Urine and feces from patients who couldn’t control themselves. Disinfectant splashed over everything that might carry microbes. The strong metallic smell of Oolom blood, taken as samples so we could plot the advance of the disease. The work sweat of human volunteers, everyone changing bed linen in the gray dawn or rotating the patients to prevent bedsores. The earthiness of mud underfoot, tangled with the lye-soap fragrance of Demoth yellow-grass.

The Ooloms could smell none of it, the bad or the worse. Thanks for that went to a flaw in their engineering. When the prototypes of the breed were created centuries ago, their ability to smell had been lost… derailed as an accidental side effect of the mods made to their bodies, some dead-gap in the skimpy neural pathway leading from nose to brain. The DNA stylists who made them were working on a budget and didn’t consider the shortcoming important enough to correct; and the Ooloms, of course, didn’t know what they were missing.

Lucky them.


Approaching row five, cot three, I wondered who’d occupied this bed the day before. It says something, doesn’t it, that I couldn’t remember. I’d chatted with so many patients over the previous weeks, got to know them…

No, no, no. The point is, I hadn’t got to know them. I’d picked up trivial facts about certain people — where they lived before the plague, what work they did — but I was all surface, no salt. Most patients could barely talk; and I could barely listen. When you’re fifteen you want to be so slick, you want to swallow the world and stool it out… but you haven’t half learned to deaden yourself, not the way adults artfully, reflexively deaden themselves every hour of the day. At fifteen, all you can do is close down bolt-tight: go through the motions of caring and concern but shut your eyes and ears, not let the bad bitchies in. That’s not deadening yourself, it’s internal bleeding. Swinging back and forth from "Oh God, I don’t want to be here," to "Oh Christ, I have to help this person!"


GOAL OF THE EXERCISE
Your task is to copy every line of the entries that contains "data".

SUPPLIED RECORDS

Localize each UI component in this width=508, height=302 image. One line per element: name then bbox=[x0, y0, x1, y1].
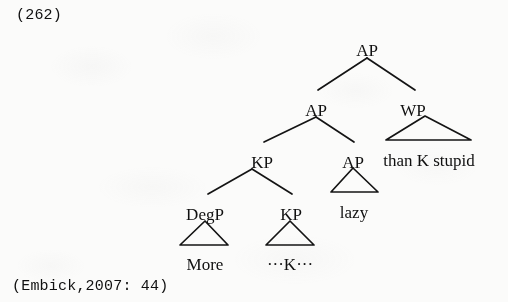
tree-node-degp: DegP bbox=[186, 206, 224, 223]
tree-node-kp-upper: KP bbox=[251, 154, 273, 171]
tree-triangle bbox=[180, 221, 228, 245]
tree-branch bbox=[252, 169, 292, 194]
tree-leaf-kp-leaf: ···K··· bbox=[267, 256, 313, 273]
tree-branch bbox=[264, 117, 316, 142]
tree-leaf-ap-leaf: lazy bbox=[340, 204, 368, 221]
tree-node-ap-left: AP bbox=[305, 102, 327, 119]
syntax-tree-figure: (262) APAPWPKPAPDegPKPthan K stupidlazyM… bbox=[0, 0, 508, 302]
tree-triangle bbox=[386, 116, 471, 140]
tree-leaf-wp-leaf: than K stupid bbox=[383, 152, 475, 169]
tree-branch bbox=[208, 169, 252, 194]
tree-triangle bbox=[266, 221, 314, 245]
tree-branch bbox=[367, 58, 415, 90]
tree-node-ap-lower: AP bbox=[342, 154, 364, 171]
tree-node-kp-lower: KP bbox=[280, 206, 302, 223]
tree-leaf-degp-leaf: More bbox=[187, 256, 224, 273]
citation-label: (Embick,2007: 44) bbox=[12, 279, 168, 294]
tree-node-ap-root: AP bbox=[356, 42, 378, 59]
tree-node-wp: WP bbox=[400, 102, 426, 119]
tree-branch bbox=[318, 58, 367, 90]
tree-branch bbox=[316, 117, 354, 142]
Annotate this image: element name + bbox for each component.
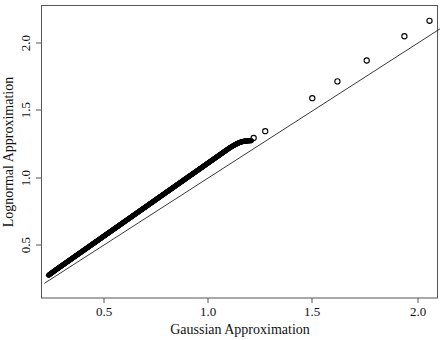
y-tick-label-3: 2.0 — [18, 35, 33, 51]
x-tick-label-1: 1.0 — [200, 304, 216, 319]
y-tick-marks — [36, 43, 41, 245]
y-axis-title: Lognormal Approximation — [1, 77, 16, 227]
data-point-outlier — [402, 34, 407, 39]
data-points-layer — [46, 18, 432, 277]
data-point-outlier — [335, 79, 340, 84]
x-tick-label-0: 0.5 — [96, 304, 112, 319]
data-point-outlier — [263, 129, 268, 134]
x-tick-label-3: 2.0 — [410, 304, 426, 319]
y-tick-label-2: 1.5 — [18, 102, 33, 118]
data-point-outlier — [310, 96, 315, 101]
plot-frame — [42, 6, 438, 299]
data-point-outlier — [364, 58, 369, 63]
plot-canvas: 0.5 1.0 1.5 2.0 0.5 1.0 1.5 2.0 Gaussian… — [0, 0, 447, 340]
y-tick-label-1: 1.0 — [18, 170, 33, 186]
identity-reference-line — [44, 29, 440, 284]
y-tick-label-0: 0.5 — [18, 237, 33, 253]
x-axis-title: Gaussian Approximation — [170, 322, 310, 337]
x-tick-label-2: 1.5 — [304, 304, 320, 319]
x-tick-marks — [104, 298, 418, 303]
data-point-outlier — [427, 18, 432, 23]
qq-plot-figure: 0.5 1.0 1.5 2.0 0.5 1.0 1.5 2.0 Gaussian… — [0, 0, 447, 340]
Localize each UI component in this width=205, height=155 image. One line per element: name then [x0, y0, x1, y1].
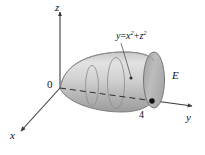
z-axis-label: z: [55, 2, 59, 13]
paraboloid-solid: [60, 52, 165, 112]
x-axis-line: [21, 88, 60, 131]
solid-region-label: E: [172, 70, 179, 81]
figure-canvas: z x y E 0 4 y=x2+z2: [0, 0, 205, 155]
equation-term2-exponent: 2: [143, 29, 146, 36]
x-axis-label: x: [10, 130, 15, 141]
y-axis-label: y: [186, 112, 191, 123]
paraboloid-body-surface: [60, 52, 154, 112]
y-intercept-marker-dot: [149, 98, 154, 103]
origin-label: 0: [47, 79, 53, 90]
y-intercept-label: 4: [139, 110, 144, 120]
surface-equation-label: y=x2+z2: [116, 30, 147, 41]
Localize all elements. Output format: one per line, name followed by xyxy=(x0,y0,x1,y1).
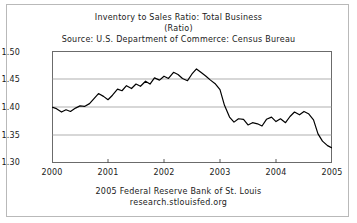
y-tick-label: 1.30 xyxy=(0,158,20,167)
x-tick-label: 2000 xyxy=(35,168,69,177)
y-tick-label: 1.45 xyxy=(0,75,20,84)
x-tick-label: 2003 xyxy=(203,168,237,177)
x-tick-label: 2005 xyxy=(315,168,349,177)
x-tick-label: 2002 xyxy=(147,168,181,177)
chart-source: Source: U.S. Department of Commerce: Cen… xyxy=(7,35,350,44)
footer-url: research.stlouisfed.org xyxy=(7,198,350,207)
series-line xyxy=(52,69,332,148)
chart-canvas xyxy=(52,51,332,163)
x-tick-label: 2001 xyxy=(91,168,125,177)
footer-attribution: 2005 Federal Reserve Bank of St. Louis xyxy=(7,187,350,196)
x-tick-label: 2004 xyxy=(259,168,293,177)
chart-title: Inventory to Sales Ratio: Total Business xyxy=(7,13,350,22)
chart-subtitle: (Ratio) xyxy=(7,24,350,33)
chart-frame: Inventory to Sales Ratio: Total Business… xyxy=(6,4,349,217)
plot-area xyxy=(52,51,332,163)
y-tick-label: 1.40 xyxy=(0,103,20,112)
y-tick-label: 1.35 xyxy=(0,131,20,140)
y-tick-label: 1.50 xyxy=(0,48,20,57)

ANSWER
data-point-outlier — [402, 34, 407, 39]
data-points-layer — [46, 18, 432, 277]
data-point-outlier — [335, 79, 340, 84]
data-point-outlier — [263, 129, 268, 134]
data-point-outlier — [310, 96, 315, 101]
data-point-outlier — [364, 58, 369, 63]
data-point-outlier — [427, 18, 432, 23]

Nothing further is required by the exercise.